Wednesday, April 12, 2017

The Value of Having a Philosophy of Life

"Philosophy practiced is the goal of learning." - Thoreau

Below is an excerpt from a great essay at Must Triumph. Consider the implications for your martial arts practice. The full article may be read here.

Little Suzie the Math Whiz

Let's imagine we're in a 9th-grade math class, algebra, let's say. It's Tuesday, that's the day our teacher Mr. Johnson promised to give us a test. Well, it's Tuesday and here's the test. As we sweat away, laboring on the meaning of "x" — there's Suzie. She's breezing through it effortlessly, like a concert pianist — if her piano was her scientific calculator. She's a natural, and just like that she's done. We're, however, still on page one.
Suzie has an advantage, a philosophy of life. Maybe as 9th-graders, we aren't mature enough to be aware — though even adults are oblivious. Suzie's philosophy is to work hard, stay disciplined, and put in lots of effort. We don't. We even mock effort. "Hey, 'A' for effort," we joke. We don't really have a philosophy; unless we are aware of fatalism, which may not be a thought-out view, but more a trapping we've fallen into. In reality, however, life is a combination of events we can and cannot control. The default mindset for many is: neither our circumstances nor our expectations are within our control.

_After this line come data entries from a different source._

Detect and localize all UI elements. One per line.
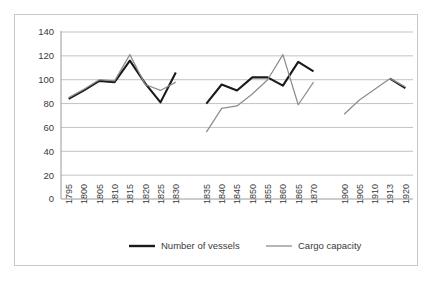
x-tick-label: 1820 xyxy=(141,184,151,204)
x-tick-label: 1920 xyxy=(401,184,411,204)
y-tick-label: 100 xyxy=(38,74,54,85)
y-tick-label: 0 xyxy=(49,193,54,204)
series-group xyxy=(69,55,406,133)
x-tick-label: 1865 xyxy=(294,184,304,204)
x-tick-label: 1825 xyxy=(156,184,166,204)
y-axis-tick-labels: 020406080100120140 xyxy=(38,26,54,204)
gridlines-group xyxy=(61,31,413,199)
x-tick-label: 1870 xyxy=(309,184,319,204)
x-tick-label: 1910 xyxy=(370,184,380,204)
y-tick-label: 40 xyxy=(43,146,54,157)
x-tick-label: 1845 xyxy=(232,184,242,204)
x-tick-label: 1795 xyxy=(64,184,74,204)
y-tick-label: 60 xyxy=(43,122,54,133)
x-tick-label: 1810 xyxy=(110,184,120,204)
y-tick-label: 120 xyxy=(38,50,54,61)
x-tick-label: 1840 xyxy=(217,184,227,204)
y-tick-label: 80 xyxy=(43,98,54,109)
x-tick-label: 1913 xyxy=(385,184,395,204)
y-tick-label: 20 xyxy=(43,170,54,181)
chart-legend: Number of vesselsCargo capacity xyxy=(129,240,362,251)
x-tick-label: 1815 xyxy=(125,184,135,204)
x-tick-label: 1860 xyxy=(278,184,288,204)
series-line-vessels xyxy=(206,62,313,104)
chart-frame: 020406080100120140 179518001805181018151… xyxy=(14,14,418,266)
x-tick-label: 1905 xyxy=(355,184,365,204)
x-tick-label: 1900 xyxy=(340,184,350,204)
x-tick-label: 1850 xyxy=(248,184,258,204)
x-tick-label: 1830 xyxy=(171,184,181,204)
line-chart: 020406080100120140 179518001805181018151… xyxy=(15,15,419,267)
x-tick-label: 1835 xyxy=(202,184,212,204)
y-tick-label: 140 xyxy=(38,26,54,37)
x-tick-label: 1800 xyxy=(79,184,89,204)
x-tick-label: 1805 xyxy=(95,184,105,204)
series-line-cargo xyxy=(344,79,405,115)
x-tick-label: 1855 xyxy=(263,184,273,204)
series-line-cargo xyxy=(206,55,313,133)
x-axis-tick-labels: 1795180018051810181518201825183018351840… xyxy=(64,184,411,204)
legend-label-vessels: Number of vessels xyxy=(161,240,240,251)
legend-label-cargo: Cargo capacity xyxy=(298,240,362,251)
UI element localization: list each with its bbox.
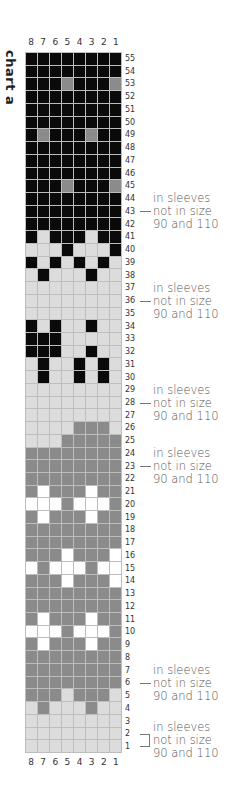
chart-cell [38,218,49,230]
chart-cell [74,486,85,498]
chart-cell [74,498,85,510]
chart-cell [26,193,37,205]
chart-cell [110,638,121,650]
chart-cell [26,677,37,689]
chart-cell [98,320,109,332]
chart-cell [74,333,85,345]
row-number: 22 [125,473,145,486]
chart-cell [74,117,85,129]
row-number: 24 [125,447,145,460]
chart-cell [74,588,85,600]
chart-cell [98,728,109,740]
chart-cell [50,575,61,587]
column-label: 4 [74,37,86,47]
row-number: 7 [125,664,145,677]
chart-cell [26,626,37,638]
chart-cell [110,511,121,523]
row-number: 9 [125,638,145,651]
chart-cell [50,740,61,752]
chart-cell [74,537,85,549]
chart-cell [38,117,49,129]
chart-cell [110,308,121,320]
chart-cell [98,397,109,409]
chart-cell [74,524,85,536]
chart-cell [26,588,37,600]
chart-cell [50,308,61,320]
chart-cell [74,308,85,320]
annotation-line: 90 and 110 [153,473,219,486]
chart-cell [62,460,73,472]
chart-cell [110,269,121,281]
column-label: 8 [25,757,37,767]
chart-cell [26,218,37,230]
chart-cell [74,257,85,269]
column-labels-top: 87654321 [25,37,122,47]
chart-cell [98,549,109,561]
chart-cell [26,206,37,218]
row-number: 17 [125,536,145,549]
chart-cell [86,78,97,90]
chart-cell [110,320,121,332]
chart-cell [26,142,37,154]
chart-cell [38,524,49,536]
chart-cell [98,358,109,370]
chart-cell [62,269,73,281]
chart-cell [38,371,49,383]
chart-cell [38,638,49,650]
chart-cell [110,689,121,701]
chart-cell [62,728,73,740]
chart-cell [26,638,37,650]
chart-cell [110,562,121,574]
annotation-line: in sleeves [153,384,219,397]
chart-cell [26,613,37,625]
column-label: 5 [61,37,73,47]
chart-cell [62,651,73,663]
column-label: 7 [37,757,49,767]
chart-cell [98,486,109,498]
chart-cell [50,320,61,332]
chart-cell [50,588,61,600]
chart-cell [86,282,97,294]
chart-cell [74,638,85,650]
chart-cell [74,409,85,421]
chart-cell [38,409,49,421]
chart-cell [98,193,109,205]
annotation-text: in sleevesnot in size90 and 110 [153,447,219,486]
chart-cell [38,575,49,587]
chart-cell [110,740,121,752]
chart-cell [74,689,85,701]
chart-cell [98,740,109,752]
chart-cell [110,486,121,498]
row-number: 52 [125,90,145,103]
chart-cell [50,600,61,612]
chart-cell [86,409,97,421]
chart-cell [110,193,121,205]
chart-cell [26,333,37,345]
chart-cell [86,244,97,256]
chart-cell [26,66,37,78]
chart-cell [86,638,97,650]
chart-cell [98,218,109,230]
chart-cell [86,53,97,65]
chart-cell [26,53,37,65]
chart-cell [110,168,121,180]
chart-cell [110,524,121,536]
chart-cell [74,155,85,167]
chart-cell [38,244,49,256]
chart-cell [74,677,85,689]
chart-cell [110,66,121,78]
chart-cell [98,142,109,154]
chart-cell [74,435,85,447]
chart-cell [26,104,37,116]
chart-cell [98,575,109,587]
row-number: 51 [125,103,145,116]
chart-cell [86,677,97,689]
chart-cell [110,117,121,129]
chart-cell [62,702,73,714]
row-number: 47 [125,154,145,167]
chart-cell [110,218,121,230]
chart-cell [74,231,85,243]
chart-cell [98,308,109,320]
chart-cell [86,626,97,638]
column-label: 7 [37,37,49,47]
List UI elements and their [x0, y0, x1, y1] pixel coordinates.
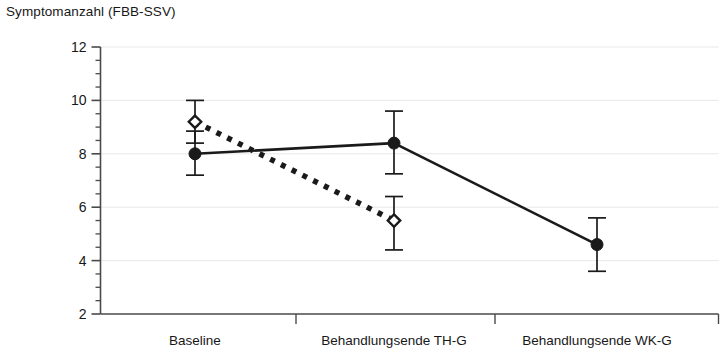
y-axis-tick-label: 6 — [79, 199, 87, 215]
series-line-solid — [195, 143, 597, 244]
y-axis-tick-label: 8 — [79, 146, 87, 162]
data-point-open-diamond — [189, 116, 201, 128]
x-axis — [101, 314, 719, 324]
data-point-filled-circle — [189, 148, 201, 160]
data-point-filled-circle — [388, 137, 400, 149]
x-axis-category-label: Baseline — [169, 333, 221, 348]
y-axis-tick-label: 2 — [79, 306, 87, 322]
y-axis: 24681012 — [71, 39, 101, 322]
series-line-dotted — [195, 122, 394, 221]
y-axis-tick-label: 10 — [71, 92, 87, 108]
y-axis-tick-label: 12 — [71, 39, 87, 55]
y-axis-tick-label: 4 — [79, 253, 87, 269]
chart-plot-area: 24681012 BaselineBehandlungsende TH-GBeh… — [0, 0, 721, 362]
data-series-group — [186, 100, 606, 271]
x-axis-category-label: Behandlungsende WK-G — [522, 333, 671, 348]
category-labels-group: BaselineBehandlungsende TH-GBehandlungse… — [169, 333, 672, 348]
x-axis-category-label: Behandlungsende TH-G — [321, 333, 466, 348]
chart-container: Symptomanzahl (FBB-SSV) 24681012 Baselin… — [0, 0, 721, 362]
data-point-filled-circle — [591, 239, 603, 251]
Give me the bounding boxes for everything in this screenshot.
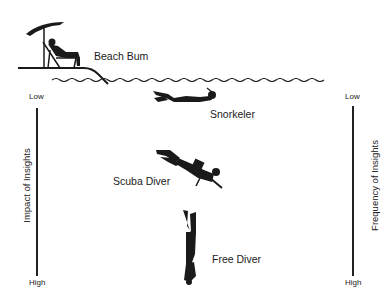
beach-bum-label: Beach Bum — [94, 50, 148, 62]
illustration-layer — [0, 0, 388, 292]
free-diver-figure-icon — [183, 210, 196, 285]
snorkeler-label: Snorkeler — [210, 108, 255, 120]
snorkeler-figure-icon — [153, 88, 216, 102]
left-axis-title: Impact of Insights — [21, 136, 32, 236]
water-surface-wave — [52, 79, 324, 82]
left-axis-line — [36, 108, 38, 276]
right-axis-line — [352, 106, 354, 276]
scuba-diver-label: Scuba Diver — [113, 175, 170, 187]
right-axis-low-label: Low — [345, 92, 360, 101]
right-axis-title: Frequency of Insights — [369, 126, 380, 246]
left-axis-low-label: Low — [29, 92, 44, 101]
right-axis-high-label: High — [345, 278, 361, 287]
free-diver-label: Free Diver — [212, 253, 261, 265]
left-axis-high-label: High — [29, 278, 45, 287]
beach-bum-figure-icon — [43, 39, 80, 69]
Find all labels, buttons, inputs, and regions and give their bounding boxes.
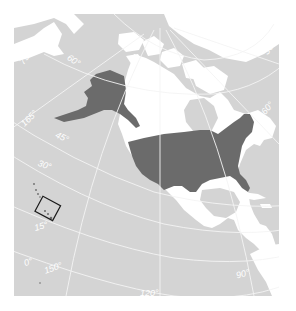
map-canvas: 75° 60° 45° 30° 15° 0° 165° 150° 120° 90…: [14, 14, 279, 296]
map-frame: 75° 60° 45° 30° 15° 0° 165° 150° 120° 90…: [14, 14, 279, 296]
label-lon-120: 120°: [140, 288, 159, 296]
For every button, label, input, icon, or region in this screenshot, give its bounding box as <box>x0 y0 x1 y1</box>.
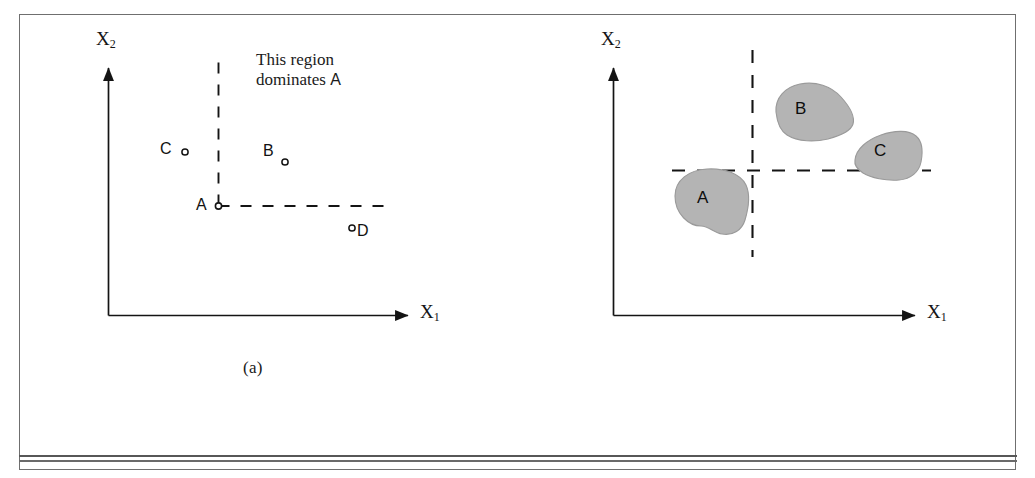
x-axis-label: X1 <box>927 301 947 325</box>
data-point-c <box>182 149 188 155</box>
region-label-b: B <box>795 99 806 119</box>
point-label-b: B <box>263 142 274 160</box>
panel-a: X2 X1 This region dominates A A B C D (a… <box>0 0 517 478</box>
annotation-point-ref: A <box>330 71 341 88</box>
data-point-d <box>349 225 355 231</box>
region-label-a: A <box>697 188 708 208</box>
region-blob-a <box>675 169 749 234</box>
region-blob-c <box>855 131 922 180</box>
dominance-annotation: This region dominates A <box>256 50 341 90</box>
x-axis-label: X1 <box>420 301 440 325</box>
region-blob-b <box>776 83 854 141</box>
data-point-a <box>215 203 221 209</box>
y-axis-label: X2 <box>601 28 621 52</box>
point-label-d: D <box>357 222 369 240</box>
figure-container: X2 X1 This region dominates A A B C D (a… <box>0 0 1035 478</box>
panel-b: X2 X1 A B C (b) <box>517 0 1035 478</box>
annotation-line-1: This region <box>256 50 341 70</box>
data-point-b <box>282 159 288 165</box>
panel-a-caption: (a) <box>243 358 263 378</box>
point-label-a: A <box>196 196 207 214</box>
panel-b-plot <box>517 0 1035 420</box>
annotation-line-2: dominates A <box>256 70 341 90</box>
region-label-c: C <box>874 141 886 161</box>
point-label-c: C <box>160 140 172 158</box>
y-axis-label: X2 <box>96 28 116 52</box>
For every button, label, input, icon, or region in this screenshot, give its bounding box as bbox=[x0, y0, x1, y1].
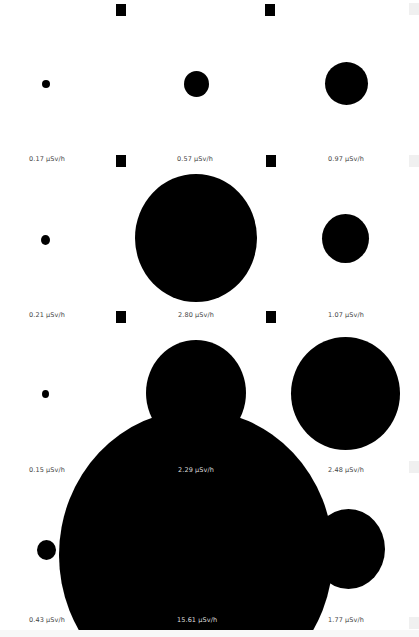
grid-marker bbox=[266, 311, 276, 323]
grid-marker bbox=[409, 155, 419, 167]
grid-marker bbox=[116, 155, 126, 167]
grid-marker bbox=[116, 4, 126, 16]
dose-circle-0-2 bbox=[325, 62, 368, 105]
dose-circle-2-0 bbox=[42, 390, 49, 398]
dose-circle-2-2 bbox=[291, 337, 400, 450]
grid-marker bbox=[409, 617, 419, 629]
dose-rate-grid: 0.17 µSv/h 0.57 µSv/h 0.97 µSv/h 0.21 µS… bbox=[0, 0, 419, 637]
grid-marker bbox=[265, 4, 275, 16]
bottom-edge bbox=[0, 630, 419, 637]
dose-label-0-0: 0.17 µSv/h bbox=[29, 155, 65, 163]
dose-label-1-2: 1.07 µSv/h bbox=[328, 311, 364, 319]
grid-marker bbox=[409, 461, 419, 473]
dose-label-2-1: 2.29 µSv/h bbox=[178, 466, 214, 474]
dose-label-0-2: 0.97 µSv/h bbox=[328, 155, 364, 163]
dose-label-2-0: 0.15 µSv/h bbox=[29, 466, 65, 474]
dose-label-3-0: 0.43 µSv/h bbox=[29, 616, 65, 624]
dose-label-3-2: 1.77 µSv/h bbox=[328, 616, 364, 624]
dose-circle-1-2 bbox=[322, 214, 369, 263]
dose-circle-3-0 bbox=[37, 540, 56, 560]
dose-label-1-1: 2.80 µSv/h bbox=[178, 311, 214, 319]
dose-label-2-2: 2.48 µSv/h bbox=[328, 466, 364, 474]
dose-circle-3-1 bbox=[59, 410, 333, 630]
dose-circle-0-1 bbox=[184, 71, 209, 97]
grid-marker bbox=[409, 3, 419, 15]
dose-circle-0-0 bbox=[42, 80, 50, 88]
grid-marker bbox=[116, 311, 126, 323]
circle-area: 0.17 µSv/h 0.57 µSv/h 0.97 µSv/h 0.21 µS… bbox=[0, 0, 419, 630]
grid-marker bbox=[266, 155, 276, 167]
dose-label-0-1: 0.57 µSv/h bbox=[177, 155, 213, 163]
dose-label-1-0: 0.21 µSv/h bbox=[29, 311, 65, 319]
dose-label-3-1: 15.61 µSv/h bbox=[177, 616, 217, 624]
dose-circle-1-0 bbox=[41, 235, 50, 245]
dose-circle-1-1 bbox=[135, 174, 257, 302]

However, this does not particularly make for a positive outlook on life.
A person with a philosophy of life will best be prepared for life. It provides him or her with a ready course of action for any situation: control circumstances or manage expectations. The ancient Greeks knew the importance of having a proper viewpoint and would send their children to philosophers to educate them on coherency. That type of philosophy has been divorced from education; and rather than it being taught as a complement to modern schoolwork, schoolwork is only reinforced at home.

The Misevaluation of Little Suzie

Mr. Johnson passes the tests back randomly, he wants us to grade each other's work. As it so happens, we get Suzie's test. Of course. Mr. Johnson puts all the correct answers on the board and as we go through Suzie's test, our pen never touches her paper until the very end. That's because Suzie got all the answers right. She gets an "A." But that's not that surprising; Suzie is a "brain." She's gifted and if we were gifted, we'd get an "A" too. We get our test back, it's a "C." Hey, that's not bad for not studying.
What we don't know is Suzie studies — a lot. The night before, she studied for several hours, whereas we glanced at our textbook, then spent time on Facebook, played some phone games, and then finished the night with Netflix. We meant to study more but kept getting distracted. This isn't just a story; this is reality. On studies of American students, if a fellow student consistently does well on tests, the default assumption is: they must be innately smart. What's really happening is, these students study more than their counterparts. Students who work harder generally do better than those students with higher IQs. This doesn't mean high IQ makes people sluggish; IQ is just an ability to process information. It still requires someone with drive and discipline to maximize the capacity.
Intelligence gets enough credit, what's lacking in credit is discipline — the ability to resist distraction. Suzie could have gotten distracted like we did, but discipline was her difference maker, not her "natural" math ability. There's probably nothing natural about her math ability since she's put in so many hours.
In giving credit to inborn intelligence, we avoid having to confront our egos — not to mention our lack of self-control and wasted potential. There is a fine line we must navigate; too much guilt turns to shame, no guilt leads to a lack of accountability. Without a coherent life philosophy, we get pulled into opposite extremes. A thought-out philosophy is how we balance contrasting ideas and get the most out of both worlds. Without it, we lose ourselves into cognitive dissonance and self-limiting beliefs.

What Makes You an Outlier

In Outliers, Malcolm Gladwell spends a chapter discussing Christopher Langan, who reportedly had an IQ between 195 and 210 (higher than Bill Gates and Albert Einstein). In the book, Gladwell drives home the point that intelligence alone doesn't equate to success. Langan, like many intellectuals, intended on becoming an academic. But in the end he left the university, lost his scholarship, and even lost to a person of "average" intelligence on a TV quiz show. The core message of Outliers is the importance of 10,000 hours of practice, which Gladwell suggests is the minimum requirement to becoming a master. Philosophers might say, only a master would have the patience and discipline to put in over 10,000 hours of practice. One cannot reduce a master to a number of hours. That's like removing effort and discipline from practice. One must also look at the spirit. Without these elements, there is no practice. Mastery is a mindset, not a chart. The combination of mindset and a lifetime of practice is what creates a master. Gladwell later on clarified this point by saying, the reason masters are outliers is because it is so rare a trait to stick with anything for so long. If there are innate abilities in addition to discipline, then one becomes the rarest of breeds. Abilities are common, discipline is not.


1 comment:

  1. Relentlessly inspired focus, the yearning for mastery, no matter what else: the path of mastery. Many may be called but few choose.